Reproduce verbatim the lines of the material below, starting at the line with "What do you" and ending at the line with "is (728, 561).", both inclusive; skip the rest.

[Extracted entries]
============================================================

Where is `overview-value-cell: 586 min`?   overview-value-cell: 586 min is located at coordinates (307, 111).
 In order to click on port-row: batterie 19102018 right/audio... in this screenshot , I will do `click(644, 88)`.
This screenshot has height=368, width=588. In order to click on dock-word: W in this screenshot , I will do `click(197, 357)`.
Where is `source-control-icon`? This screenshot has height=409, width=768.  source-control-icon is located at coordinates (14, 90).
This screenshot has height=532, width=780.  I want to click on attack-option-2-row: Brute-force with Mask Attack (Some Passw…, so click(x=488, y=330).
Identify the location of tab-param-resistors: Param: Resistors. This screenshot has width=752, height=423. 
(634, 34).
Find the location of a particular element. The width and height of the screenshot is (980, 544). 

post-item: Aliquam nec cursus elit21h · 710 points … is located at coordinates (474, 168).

============================================================

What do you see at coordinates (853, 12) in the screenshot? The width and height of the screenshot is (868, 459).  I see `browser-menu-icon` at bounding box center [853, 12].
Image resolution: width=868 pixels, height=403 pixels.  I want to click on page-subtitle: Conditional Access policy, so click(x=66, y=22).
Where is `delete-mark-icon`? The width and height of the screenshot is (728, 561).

============================================================

[Written solution]
What do you see at coordinates (853, 12) in the screenshot? The width and height of the screenshot is (868, 459).  I see `browser-menu-icon` at bounding box center [853, 12].
Image resolution: width=868 pixels, height=403 pixels.  I want to click on page-subtitle: Conditional Access policy, so click(x=66, y=22).
Where is `delete-mark-icon`? The width and height of the screenshot is (728, 561).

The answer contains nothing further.